On Thu, May 2, 2013 at 8:40 AM, Robert Kern <robert.kern@gmail.com> wrote:
On Thu, May 2, 2013 at 3:28 PM, Charles R Harris
<charlesr.harris@gmail.com> wrote:
>
>
> On Thu, May 2, 2013 at 7:47 AM, Robert Kern <robert.kern@gmail.com> wrote:
>>
>> On Thu, May 2, 2013 at 2:38 PM, Charles R Harris
>> <charlesr.harris@gmail.com> wrote:
>> >
>> > On Thu, May 2, 2013 at 7:28 AM, Robert Kern <robert.kern@gmail.com>
>> > wrote:
>> >>
>> >> On Thu, May 2, 2013 at 12:03 PM, Nathaniel Smith <njs@pobox.com> wrote:
>> >> > On 1 May 2013 23:12, "Charles R Harris" <charlesr.harris@gmail.com>
>> >> > wrote:
>> >> >>
>> >> >> On Wed, May 1, 2013 at 7:10 PM, Benjamin Root <ben.root@ou.edu>
>> >> >> wrote:
>> >> >>>
>> >> >>> So, to summarize the thread so far:
>> >> >>>
>> >> >>> Consensus:
>> >> >>> np.nanmean()
>> >> >>> np.nanstd()
>> >> >>> np.minmax()
>> >> >>> np.argminmax()
>> >> >>>
>> >> >>> Vague Consensus:
>> >> >>> np.sincos()
>> >> >>>
>> >> >>
>> >> >> If the return of sincos (cossin?) is an array, then it could be
>> >> >> reshaped
>> >> >> to be exp(1j*x), which together with exp(2*pi*1j*x) would cover some
>> >> >> pretty
>> >> >> common cases.
>> >>
>> >> It couldn't be a mere reshape, since the complex dtype requires the
>> >> real and imag components to be adjacent to each other. They wouldn't
>> >> be so if sincos's return type is an array (nor even the cossin
>> >> alternative). It always requires a memory copy (except in the "who
>> >> cares?" case of a scalar). Composition with an efficient
>> >> np.tocomplex(real, imag) implementation would cover those use cases
>> >> whether sincos returns tuples or arrays.
>> >
>> > I would assume the basic return type would be complex, i.e., the cos/sin
>> > adjacent. The cos/sin parts would then be real/imag views into the
>> > array.
>>
>> You mean that the implementation of cossin (to make things easier on
>> ourselves) would create an (N,2) contiguous array, fill it with the
>> cos and sin results, then reshape it to return the expected (2,N)
>
> Just return the transpose.

Yes, that's what I was getting at with that sentence. I don't doubt
that that is possible. The problem I was pointing out was in the
following sentence, which you snipped:

  "How would the user then reconstitute the exp(1j*x) result efficiently?"

Please show me the code that the user would write to compute exp(1j*x)
using np.cossin() without memory copies. My suspicion is that it will
be non-intuitive enough that it should always be hidden away into a
well-commented utility function. In that case, I think we should just
provide an np.exp1j() ufunc that just uses the C sincos() function
internally and let np.sincos()/np.cossin() do whatever is most natural
and consistent with other nout>1 ufuncs freed from the constraints of
this use case.

As you say, have two functions, one of which would use the other with a view/transpose, whatever. For instance, given exp1j(), have another function that returns the real/imag parts. The question is what the underlying function should be and for that I think exp1j() would be a good choice.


__About this exercise__
Filter the material below down to the lines containing the word "copy".

== Data to process

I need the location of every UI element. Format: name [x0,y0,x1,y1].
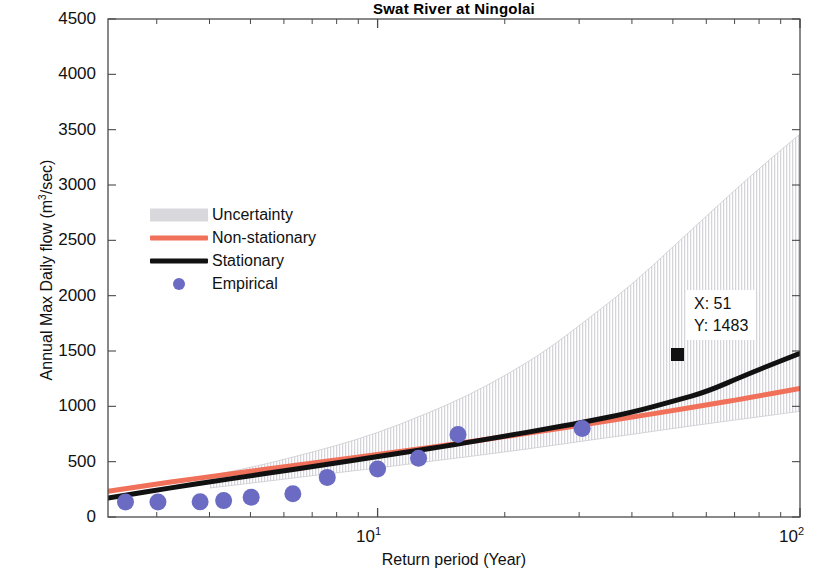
chart-figure: Swat River at Ningolai 05001000150020002… [0,0,818,577]
y-axis-label: Annual Max Daily flow (m3/sec) [38,10,56,530]
empirical-data-point [450,426,467,443]
empirical-data-point [149,493,166,510]
legend-item-empirical: Empirical [148,272,378,295]
legend-label-non-stationary: Non-stationary [210,229,316,247]
empirical-swatch [173,278,185,290]
datatip-marker [671,348,684,361]
legend-key-uncertainty [148,203,210,226]
legend-label-uncertainty: Uncertainty [210,206,293,224]
non-stationary-swatch [150,235,208,240]
empirical-data-point [369,460,386,477]
x-axis-tick-label-100: 102 [779,527,804,547]
legend-item-stationary: Stationary [148,249,378,272]
y-axis-label-main: Annual Max Daily flow (m [38,200,55,381]
stationary-swatch [150,258,208,263]
uncertainty-swatch [150,208,208,221]
empirical-data-point [319,469,336,486]
page-title: Swat River at Ningolai [108,0,800,17]
legend-label-empirical: Empirical [210,275,278,293]
legend-key-non-stationary [148,226,210,249]
y-axis-label-exponent: 3 [37,194,48,200]
empirical-data-point [574,420,591,437]
datatip: X: 51 Y: 1483 [686,290,756,340]
datatip-x: X: 51 [694,293,748,315]
legend: Uncertainty Non-stationary Stationary Em… [148,203,378,295]
plot-canvas [0,0,818,577]
legend-label-stationary: Stationary [210,252,284,270]
y-axis-label-tail: /sec) [38,160,55,195]
x-axis-label: Return period (Year) [108,551,800,569]
x-tick-base: 10 [779,527,798,546]
legend-key-stationary [148,249,210,272]
legend-item-uncertainty: Uncertainty [148,203,378,226]
empirical-data-point [243,489,260,506]
empirical-data-point [410,450,427,467]
datatip-y: Y: 1483 [694,315,748,337]
legend-item-non-stationary: Non-stationary [148,226,378,249]
empirical-data-point [192,493,209,510]
empirical-data-point [117,493,134,510]
x-tick-base: 10 [356,527,375,546]
x-tick-exponent: 2 [798,525,804,537]
x-axis-tick-label-10: 101 [356,527,381,547]
legend-key-empirical [148,272,210,295]
x-tick-exponent: 1 [375,525,381,537]
empirical-data-point [215,492,232,509]
empirical-data-point [284,485,301,502]
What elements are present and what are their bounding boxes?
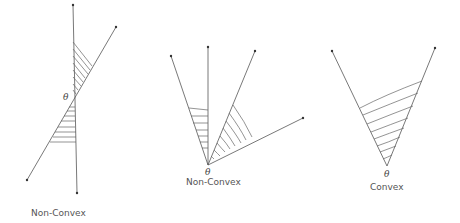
ray-1 [171,56,208,165]
lower-hatching [50,107,76,142]
angle-label: θ [205,167,211,177]
angle-label: θ [63,92,69,102]
caption: Non-Convex [186,177,241,187]
caption: Convex [370,182,404,192]
middle-diagram: θ Non-Convex [170,46,304,187]
hatching [360,81,422,159]
arrow-tip-icon [254,50,256,52]
caption: Non-Convex [31,208,86,218]
arrow-tip-icon [115,26,117,28]
left-hatching [189,108,208,148]
upper-hatching [73,42,92,94]
arrow-tip-icon [207,46,209,48]
arrow-tip-icon [72,4,74,6]
right-hatching [211,105,252,159]
arrow-tip-icon [434,47,436,49]
diagonal-ray [27,27,116,180]
arrow-tip-icon [26,179,28,181]
arrow-tip-icon [331,50,333,52]
ray-4 [208,118,303,165]
arrow-tip-icon [170,55,172,57]
convexity-diagrams: θ Non-Convex θ [0,0,460,223]
angle-label: θ [384,169,390,179]
right-diagram: θ Convex [331,47,436,192]
ray-3 [208,51,255,165]
vertical-ray [73,5,77,193]
left-diagram: θ Non-Convex [26,4,117,218]
arrow-tip-icon [302,117,304,119]
arrow-tip-icon [76,192,78,194]
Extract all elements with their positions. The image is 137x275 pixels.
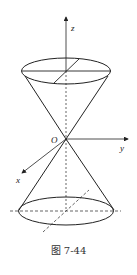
- x-axis: [22, 139, 66, 173]
- y-axis-label: y: [119, 143, 124, 153]
- double-cone-diagram: z y x O: [0, 0, 137, 275]
- z-axis-label: z: [70, 23, 75, 33]
- origin-label: O: [51, 135, 58, 145]
- figure-caption: 图 7-44: [0, 242, 137, 257]
- lower-cone-left-generator: [19, 139, 66, 210]
- upper-cone-left-generator: [25, 76, 66, 139]
- x-axis-label: x: [15, 175, 20, 185]
- upper-cone-right-generator: [66, 76, 108, 139]
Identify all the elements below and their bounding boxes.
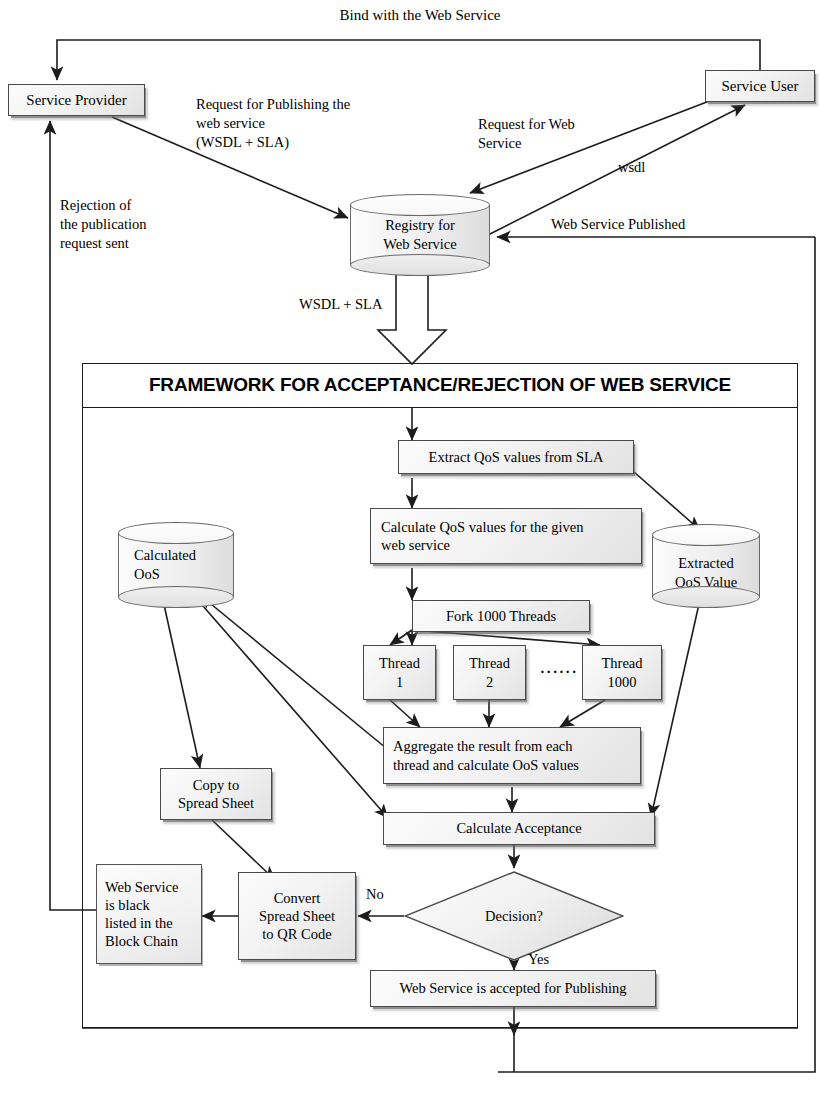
calculated-qos-line1: Calculated	[134, 546, 234, 565]
node-aggregate[interactable]: Aggregate the result from each thread an…	[383, 727, 641, 784]
cylinder-bottom	[350, 254, 490, 276]
calculated-qos-label: Calculated OoS	[118, 546, 234, 584]
node-service-user[interactable]: Service User	[705, 70, 815, 102]
registry-label: Registry for Web Service	[350, 216, 490, 254]
label-wsdl: wsdl	[618, 158, 678, 177]
block-arrow-wsdl-sla	[378, 272, 446, 364]
extracted-qos-line1: Extracted	[652, 554, 760, 573]
thread-2-line1: Thread	[469, 654, 510, 672]
thread-1-line1: Thread	[379, 654, 420, 672]
threads-ellipsis-label: ······	[540, 663, 578, 681]
calculate-qos-label: Calculate QoS values for the given web s…	[381, 518, 584, 554]
blacklist-line2: is black	[105, 896, 178, 914]
label-request-web-line2: Service	[478, 134, 628, 153]
copy-label: Copy to Spread Sheet	[178, 776, 254, 812]
cylinder-top	[350, 194, 490, 216]
node-thread-2[interactable]: Thread 2	[453, 645, 526, 700]
blacklist-line3: listed in the	[105, 914, 178, 932]
node-decision[interactable]: Decision?	[404, 871, 624, 961]
label-rejection-line1: Rejection of	[60, 196, 230, 215]
label-bind-with-web-service: Bind with the Web Service	[240, 6, 600, 26]
calculated-qos-line2: OoS	[134, 565, 234, 584]
convert-label: Convert Spread Sheet to QR Code	[259, 889, 335, 943]
node-calculate-acceptance[interactable]: Calculate Acceptance	[383, 812, 655, 845]
blacklist-line4: Block Chain	[105, 932, 178, 950]
registry-label-line1: Registry for	[350, 216, 490, 235]
node-thread-1[interactable]: Thread 1	[363, 645, 436, 700]
thread-1-line2: 1	[379, 673, 420, 691]
node-extract-qos[interactable]: Extract QoS values from SLA	[398, 440, 634, 474]
fork-threads-label: Fork 1000 Threads	[446, 607, 556, 625]
label-publish-line2: web service	[196, 114, 426, 133]
label-request-web-line1: Request for Web	[478, 115, 628, 134]
cylinder-top	[652, 524, 760, 546]
calculate-qos-line2: web service	[381, 536, 584, 554]
framework-title: FRAMEWORK FOR ACCEPTANCE/REJECTION OF WE…	[82, 363, 798, 408]
label-rejection-line3: request sent	[60, 234, 230, 253]
node-service-provider[interactable]: Service Provider	[8, 84, 145, 116]
node-fork-threads[interactable]: Fork 1000 Threads	[412, 600, 590, 632]
service-provider-label: Service Provider	[26, 91, 126, 110]
calculate-qos-line1: Calculate QoS values for the given	[381, 518, 584, 536]
convert-line3: to QR Code	[259, 925, 335, 943]
label-publish-line1: Request for Publishing the	[196, 95, 426, 114]
copy-line1: Copy to	[178, 776, 254, 794]
label-wsdl-sla: WSDL + SLA	[299, 295, 409, 314]
label-rejection: Rejection of the publication request sen…	[60, 196, 230, 253]
edge-bind-with-web-service	[57, 40, 760, 80]
decision-label: Decision?	[404, 871, 624, 961]
blacklist-label: Web Service is black listed in the Block…	[105, 878, 178, 951]
thread-1000-label: Thread 1000	[601, 654, 642, 690]
calculate-acceptance-label: Calculate Acceptance	[456, 819, 581, 837]
cylinder-top	[118, 522, 234, 544]
blacklist-line1: Web Service	[105, 878, 178, 896]
node-calculated-qos-store[interactable]: Calculated OoS	[118, 522, 234, 608]
aggregate-label: Aggregate the result from each thread an…	[393, 737, 579, 773]
diagram-canvas: Convert box --> accepted box --> FRAMEWO…	[0, 0, 834, 1102]
label-publish-request: Request for Publishing the web service (…	[196, 95, 426, 152]
service-user-label: Service User	[721, 77, 798, 96]
aggregate-line1: Aggregate the result from each	[393, 737, 579, 755]
node-registry-web-service[interactable]: Registry for Web Service	[350, 194, 490, 276]
extract-qos-label: Extract QoS values from SLA	[429, 448, 604, 466]
cylinder-bottom	[118, 586, 234, 608]
accepted-label: Web Service is accepted for Publishing	[399, 979, 626, 997]
label-request-web-service: Request for Web Service	[478, 115, 628, 153]
label-publish-line3: (WSDL + SLA)	[196, 133, 426, 152]
thread-1-label: Thread 1	[379, 654, 420, 690]
convert-line1: Convert	[259, 889, 335, 907]
thread-2-label: Thread 2	[469, 654, 510, 690]
registry-label-line2: Web Service	[350, 235, 490, 254]
cylinder-bottom	[652, 586, 760, 608]
node-calculate-qos[interactable]: Calculate QoS values for the given web s…	[370, 508, 642, 564]
threads-ellipsis: ······	[530, 660, 588, 684]
node-blacklist-blockchain[interactable]: Web Service is black listed in the Block…	[96, 864, 202, 964]
convert-line2: Spread Sheet	[259, 907, 335, 925]
thread-1000-line2: 1000	[601, 673, 642, 691]
thread-2-line2: 2	[469, 673, 510, 691]
node-extracted-qos-store[interactable]: Extracted OoS Value	[652, 524, 760, 608]
label-rejection-line2: the publication	[60, 215, 230, 234]
node-convert-to-qr[interactable]: Convert Spread Sheet to QR Code	[238, 872, 356, 960]
copy-line2: Spread Sheet	[178, 794, 254, 812]
node-accepted-for-publishing[interactable]: Web Service is accepted for Publishing	[370, 970, 656, 1007]
aggregate-line2: thread and calculate OoS values	[393, 756, 579, 774]
label-web-service-published: Web Service Published	[551, 215, 771, 234]
node-copy-to-spreadsheet[interactable]: Copy to Spread Sheet	[160, 768, 272, 820]
thread-1000-line1: Thread	[601, 654, 642, 672]
node-thread-1000[interactable]: Thread 1000	[582, 645, 662, 700]
label-no: No	[366, 885, 396, 904]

====

__Reply__
copy-label: Copy to Spread Sheet	[178, 776, 254, 812]
copy-line1: Copy to	[178, 776, 254, 794]
copy-line2: Spread Sheet	[178, 794, 254, 812]
node-copy-to-spreadsheet[interactable]: Copy to Spread Sheet	[160, 768, 272, 820]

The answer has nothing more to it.